The Wall Street Journal’s Robbie Whelan took a deep look at fully autonomous robots, one of the latest technologies to catch the eye of major grocers and retailers who spend millions - and employ thousands—to package and distribute their goods.
For retailers, the objective in automating warehouses is controlling the three big costs of conventional human-staffed distribution centers—labor, time and real estate—to meet the demand of the high-cost, low-margin industry.
“Every project we look at, we look at automation as a potential part of it,” said Frank Bruni, Kroger Co. ’s vice president of supply-chain operations.
About 6% of Kroger’s distribution centers are fully automated, Mr. Bruni said, and a warehouse-worker shortage, rising wages and other factors are driving the company to look at more robotic systems. “Twenty-five, 30 years ago, there were a lot of folks who made careers working in warehouses. Today I don’t think that dynamic exists as much.” (Emphasis ours.)
Around 800,000 people in the U.S. are either making a career or holding a job in warehousing and storage. Do all or most of these people have to worry about their jobs becoming extinct as robots take over? Not necessarily. But some warehousing jobs are more susceptible to automation than others, and the metros areas where warehousing employment is most densely concentrated have a greater chance at losing jobs.
Metros Areas Susceptible to Warehousing Automation
In 2015, 79 metropolitan statistical areas had more than 2,000 warehousing and storage jobs (NAICS 493). Of those, 30 had a concentration - as measured by location quotient - at least twice that of the nation. This means that the share of warehousing jobs in these metros is at least two times greater than the national share (0.6%).
This list includes large metros like Riverside-San Bernardino-Ontario, California, which has the most warehousing jobs in the nation and a location quotient of 5.00, as well as Memphis (LQ of 3.24) and Louisville (3.18). And it includes smaller places like Pottsville (12.8, the highest LQ in the country for MSAs with 2,000-plus warehousing jobs) and Chambersburg-Waynesboro (10.34), both in Pennsylvania.
These are cities where economic and workforce development professionals should be aware of the impact that warehousing automation might soon have on the local workforce and business community.
Warehousing and storage is also strongly concentrated and growing insanely fast in Cedar Rapids, Iowa, and Trenton, New Jersey. Job growth from 2012-2015 eclipsed 300% in both metros, and both have LQs near or above 3.00.
Occupations Likely to Be Affected
According to McKinsey, automation will wipe out very few occupations in the next decade, but “it will affect portions of almost all jobs to a greater or lesser degree, depending on the type of work they entail.” This is where the news isn’t so encouraging for warehousing-related fields: McKinsey’s research showed that occupations that include predictable physical activities have a 78% feasibility of being automated.
For the most common warehousing occupations, a large portion of the work is predictable manual labor. More than 40% of workers in the warehousing and storage industry are employed as hand laborers and freight movers, stock clerks, and hand packers and packagers—three occupations that pay $12 per hour or less nationally.
It seems likely that at least some of the 350,000 jobs in these three occupations, not to mention other common positions at distribution centers (see table at original Emsi post), will be affected as autonomous robot technology improves and more companies try to save on labor costs.
An interesting follow-up to this analysis would be to look at the metro areas that have the highest percentage of predictable manual labor-intensive occupations in the warehousing and storage industry. The more hand laborers and packers a region has in warehousing, the more concerned it should be that those jobs could be lost.
This analysis was originally posted on the Emsi blog. Data for this post comes from Emsi Developer, a labor market and economic data analysis tool that hundreds of economic development organizations and workforce boards use on a daily basis.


> [Task description]:
Find the line with "Identify the location of span: Edit" in the data below. Repeat it and every line after it up to the end, exactly, but drop the pictures.

Entries taken from a collection:
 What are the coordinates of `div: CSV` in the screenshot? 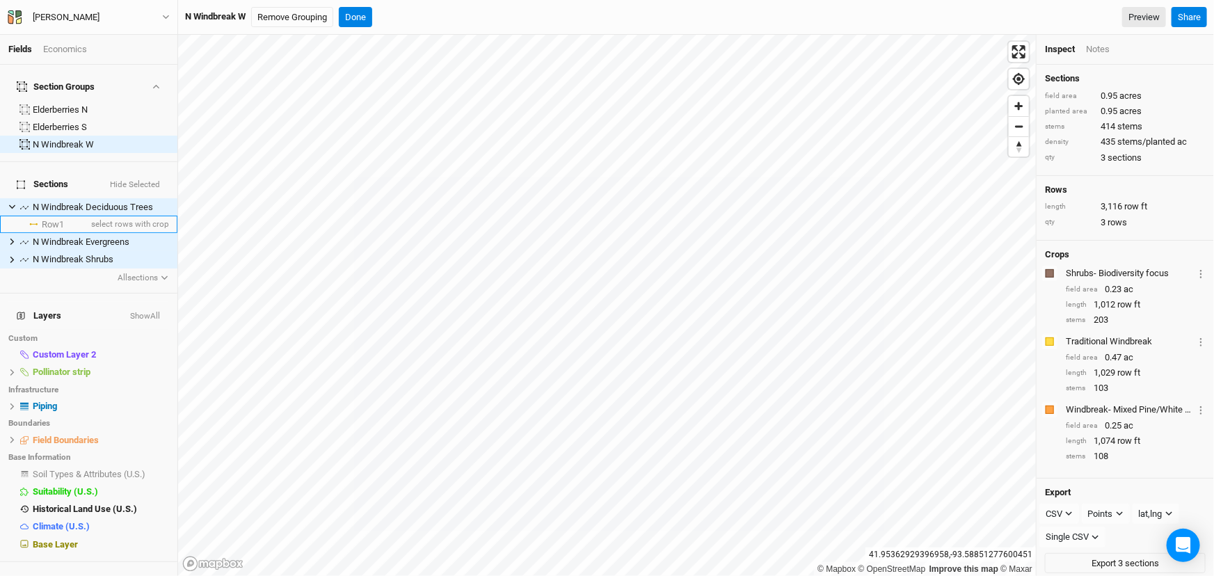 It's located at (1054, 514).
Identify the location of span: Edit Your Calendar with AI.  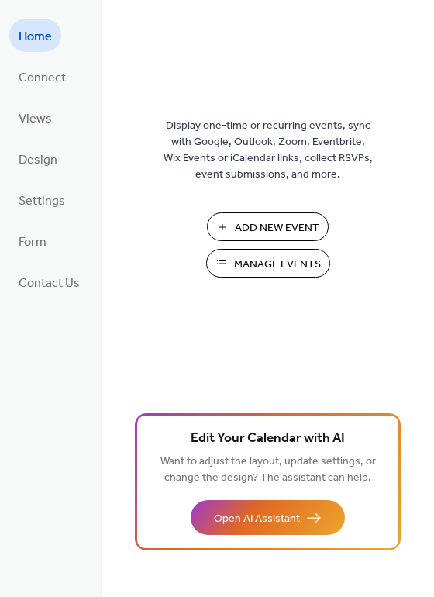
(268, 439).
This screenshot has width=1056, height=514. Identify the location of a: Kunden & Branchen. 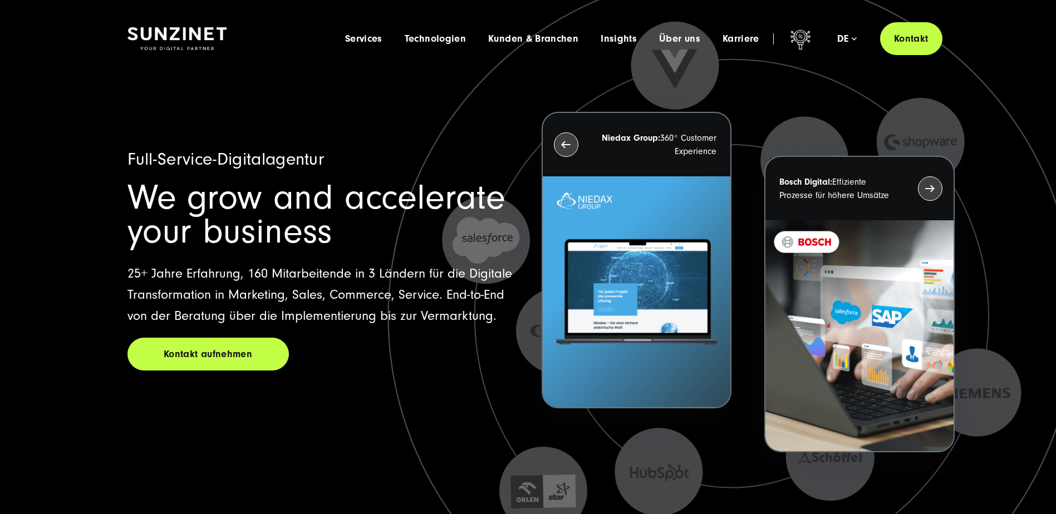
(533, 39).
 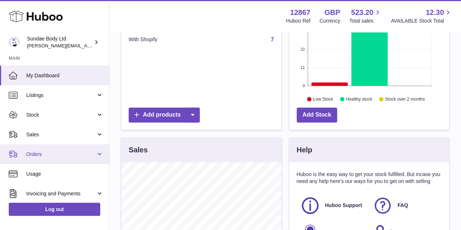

> [The answer]:
Identify the location of span: Edit Your Calendar with AI.  
(268, 439).
This screenshot has width=1056, height=514. Identify the location of a: Kunden & Branchen. 
(533, 39).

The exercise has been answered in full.